On 29 January 2010 11:35, Stefan Dösinger stefan@codeweavers.com wrote:
+static HMODULE d3d9_handle = 0;
This is redundant.
- hr = IDirect3DVertexBuffer9_Lock(buffer, 0, 0, (void *) &bufstart, 0);
- ok(hr == D3D_OK, "IDirect3DVertexBuffer9_Lock failed, 0x%08x\n", hr);
- hr = IDirect3DVertexBuffer9_Unlock(buffer);
- ok(hr == D3D_OK, "IDirect3DVertexBuffer9_Unlock failed, 0x%08x\n", hr);
- hr = IDirect3DVertexBuffer9_Lock(buffer, 0, 1024, (void *) &data, 0);
- ok(hr == D3D_OK, "IDirect3DVertexBuffer9_Lock failed, 0x%08x\n", hr);
- hr = IDirect3DVertexBuffer9_Unlock(buffer);
- ok(hr == D3D_OK, "IDirect3DVertexBuffer9_Unlock failed, 0x%08x\n", hr);
- ok(bufstart == data, "Two locks returned different addresses: %p, %p\n", bufstart, data);
Why would we care if the buffer is always mapped at the same address? Also note that the test doesn't necessarily prove this is the case.
- /* This happily wraps around the address space */
- hr = IDirect3DVertexBuffer9_Lock(buffer, ~0U, 1024, (void *) &data, 0);
- ok(hr == D3D_OK, "IDirect3DVertexBuffer9_Lock(start ~0U) failed, 0x%08x\n", hr);
- hr = IDirect3DVertexBuffer9_Unlock(buffer);
- ok(hr == D3D_OK, "IDirect3DVertexBuffer9_Unlock failed, 0x%08x\n", hr);
- ok(bufstart -1 == data, "~0U start lock returned unexpected address: expected %p, got %p\n", bufstart - 1, data);
I'd expect this to break on 64 bit. Also, like the previous test, why do we care? Do you seriously have an application that does this?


In the records below, the line containing "The width and height of the screenshot is (419, 195)." marks the start. Copy that line and everything after it exactly, through the last line.

──────── INPUT MATERIAL

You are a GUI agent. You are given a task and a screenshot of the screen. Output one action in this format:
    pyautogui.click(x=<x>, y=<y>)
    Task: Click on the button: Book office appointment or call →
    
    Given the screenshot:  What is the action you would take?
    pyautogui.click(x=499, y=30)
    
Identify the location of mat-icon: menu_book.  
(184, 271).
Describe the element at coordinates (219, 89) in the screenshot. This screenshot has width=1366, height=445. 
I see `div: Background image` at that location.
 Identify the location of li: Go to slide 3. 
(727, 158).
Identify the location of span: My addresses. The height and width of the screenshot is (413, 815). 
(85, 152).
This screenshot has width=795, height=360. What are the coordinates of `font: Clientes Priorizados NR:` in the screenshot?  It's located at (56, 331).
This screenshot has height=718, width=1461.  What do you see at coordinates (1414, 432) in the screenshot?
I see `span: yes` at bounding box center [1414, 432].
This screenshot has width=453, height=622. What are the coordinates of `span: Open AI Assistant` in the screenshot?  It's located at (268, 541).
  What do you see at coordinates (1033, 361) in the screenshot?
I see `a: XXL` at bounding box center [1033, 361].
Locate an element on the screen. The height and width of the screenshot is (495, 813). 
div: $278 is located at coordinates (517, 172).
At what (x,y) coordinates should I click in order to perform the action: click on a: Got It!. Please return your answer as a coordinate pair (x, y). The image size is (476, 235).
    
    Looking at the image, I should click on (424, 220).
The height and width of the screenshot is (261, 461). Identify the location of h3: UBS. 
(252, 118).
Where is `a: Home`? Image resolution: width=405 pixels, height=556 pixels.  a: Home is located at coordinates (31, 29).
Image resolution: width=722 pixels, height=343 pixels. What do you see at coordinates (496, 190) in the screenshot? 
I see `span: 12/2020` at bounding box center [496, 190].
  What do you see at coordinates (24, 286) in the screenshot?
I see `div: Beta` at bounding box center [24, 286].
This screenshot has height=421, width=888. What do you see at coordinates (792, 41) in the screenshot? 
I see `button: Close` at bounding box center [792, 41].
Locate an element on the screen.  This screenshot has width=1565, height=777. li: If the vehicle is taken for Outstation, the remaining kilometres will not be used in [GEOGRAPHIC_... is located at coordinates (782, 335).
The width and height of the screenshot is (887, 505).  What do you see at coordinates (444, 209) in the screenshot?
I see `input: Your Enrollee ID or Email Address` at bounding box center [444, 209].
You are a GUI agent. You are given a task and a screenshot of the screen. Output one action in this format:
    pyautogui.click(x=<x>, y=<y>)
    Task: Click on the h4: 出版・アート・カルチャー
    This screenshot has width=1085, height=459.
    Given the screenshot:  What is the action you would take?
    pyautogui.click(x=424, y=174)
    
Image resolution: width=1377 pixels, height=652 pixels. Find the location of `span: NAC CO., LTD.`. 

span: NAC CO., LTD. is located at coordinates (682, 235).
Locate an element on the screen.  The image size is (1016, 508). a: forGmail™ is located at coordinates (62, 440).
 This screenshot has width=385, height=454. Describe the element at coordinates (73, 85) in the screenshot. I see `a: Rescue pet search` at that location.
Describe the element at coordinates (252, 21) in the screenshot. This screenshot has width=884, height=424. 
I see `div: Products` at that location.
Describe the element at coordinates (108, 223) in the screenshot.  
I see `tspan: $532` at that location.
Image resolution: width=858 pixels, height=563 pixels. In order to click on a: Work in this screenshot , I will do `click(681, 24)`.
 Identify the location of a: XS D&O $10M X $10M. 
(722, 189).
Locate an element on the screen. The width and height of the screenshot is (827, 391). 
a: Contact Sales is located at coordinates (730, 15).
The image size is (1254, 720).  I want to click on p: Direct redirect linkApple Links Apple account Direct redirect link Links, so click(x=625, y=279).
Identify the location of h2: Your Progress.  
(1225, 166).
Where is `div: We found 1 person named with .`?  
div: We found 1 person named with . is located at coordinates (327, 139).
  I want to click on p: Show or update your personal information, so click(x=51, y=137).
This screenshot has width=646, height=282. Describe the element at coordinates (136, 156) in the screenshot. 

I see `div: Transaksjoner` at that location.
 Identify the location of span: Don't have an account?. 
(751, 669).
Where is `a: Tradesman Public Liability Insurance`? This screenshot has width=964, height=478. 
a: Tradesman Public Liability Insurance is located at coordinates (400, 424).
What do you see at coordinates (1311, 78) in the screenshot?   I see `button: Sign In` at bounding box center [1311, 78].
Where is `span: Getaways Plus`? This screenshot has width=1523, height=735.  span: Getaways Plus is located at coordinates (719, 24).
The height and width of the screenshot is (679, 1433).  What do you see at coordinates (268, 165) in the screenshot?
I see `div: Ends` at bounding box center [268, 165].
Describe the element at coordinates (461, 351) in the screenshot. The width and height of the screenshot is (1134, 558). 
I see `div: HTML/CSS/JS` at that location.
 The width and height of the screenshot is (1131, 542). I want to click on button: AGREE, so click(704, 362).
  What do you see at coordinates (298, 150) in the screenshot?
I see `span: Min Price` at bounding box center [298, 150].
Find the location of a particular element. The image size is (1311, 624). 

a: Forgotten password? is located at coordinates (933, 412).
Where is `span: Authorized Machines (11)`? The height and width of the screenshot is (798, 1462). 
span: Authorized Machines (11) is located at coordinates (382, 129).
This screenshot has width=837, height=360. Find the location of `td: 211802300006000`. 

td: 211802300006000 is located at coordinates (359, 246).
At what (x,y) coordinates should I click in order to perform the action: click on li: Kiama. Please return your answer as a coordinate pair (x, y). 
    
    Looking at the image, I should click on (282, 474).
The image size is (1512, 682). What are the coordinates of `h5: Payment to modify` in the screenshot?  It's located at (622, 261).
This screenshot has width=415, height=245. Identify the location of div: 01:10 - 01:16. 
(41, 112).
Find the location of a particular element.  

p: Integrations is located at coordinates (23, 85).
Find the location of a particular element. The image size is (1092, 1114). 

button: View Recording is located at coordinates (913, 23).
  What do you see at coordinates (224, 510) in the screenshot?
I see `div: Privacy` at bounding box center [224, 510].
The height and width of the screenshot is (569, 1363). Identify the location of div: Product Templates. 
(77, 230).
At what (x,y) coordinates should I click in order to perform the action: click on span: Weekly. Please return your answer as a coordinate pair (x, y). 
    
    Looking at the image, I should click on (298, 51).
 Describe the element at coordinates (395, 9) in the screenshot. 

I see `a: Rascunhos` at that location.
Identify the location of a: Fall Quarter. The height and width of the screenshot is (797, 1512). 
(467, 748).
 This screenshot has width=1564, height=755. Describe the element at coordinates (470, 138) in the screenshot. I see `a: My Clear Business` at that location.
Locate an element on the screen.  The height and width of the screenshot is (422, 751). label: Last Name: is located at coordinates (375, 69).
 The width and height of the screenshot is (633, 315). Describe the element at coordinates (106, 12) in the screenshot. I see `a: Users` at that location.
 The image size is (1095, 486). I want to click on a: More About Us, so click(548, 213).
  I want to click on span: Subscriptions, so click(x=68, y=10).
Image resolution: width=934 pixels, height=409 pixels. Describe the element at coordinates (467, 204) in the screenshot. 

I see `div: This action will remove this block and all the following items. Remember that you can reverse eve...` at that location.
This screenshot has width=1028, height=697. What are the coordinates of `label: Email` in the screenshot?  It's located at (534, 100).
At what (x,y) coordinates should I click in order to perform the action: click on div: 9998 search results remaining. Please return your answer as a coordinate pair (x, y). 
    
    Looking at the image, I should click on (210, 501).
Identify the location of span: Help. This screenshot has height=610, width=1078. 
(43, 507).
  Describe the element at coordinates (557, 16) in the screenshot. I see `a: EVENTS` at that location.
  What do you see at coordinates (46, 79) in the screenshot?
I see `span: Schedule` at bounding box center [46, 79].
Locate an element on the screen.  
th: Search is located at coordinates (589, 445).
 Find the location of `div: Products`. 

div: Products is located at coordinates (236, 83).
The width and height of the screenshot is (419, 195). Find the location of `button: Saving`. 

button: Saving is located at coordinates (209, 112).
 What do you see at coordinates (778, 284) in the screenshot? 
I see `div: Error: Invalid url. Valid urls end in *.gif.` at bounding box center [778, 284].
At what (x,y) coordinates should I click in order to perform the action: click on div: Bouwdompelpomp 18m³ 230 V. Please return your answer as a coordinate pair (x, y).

────────────────

▸ **RESULT**:
The width and height of the screenshot is (419, 195). Find the location of `button: Saving`. 

button: Saving is located at coordinates (209, 112).
 What do you see at coordinates (778, 284) in the screenshot? 
I see `div: Error: Invalid url. Valid urls end in *.gif.` at bounding box center [778, 284].
At what (x,y) coordinates should I click in order to perform the action: click on div: Bouwdompelpomp 18m³ 230 V. Please return your answer as a coordinate pair (x, y).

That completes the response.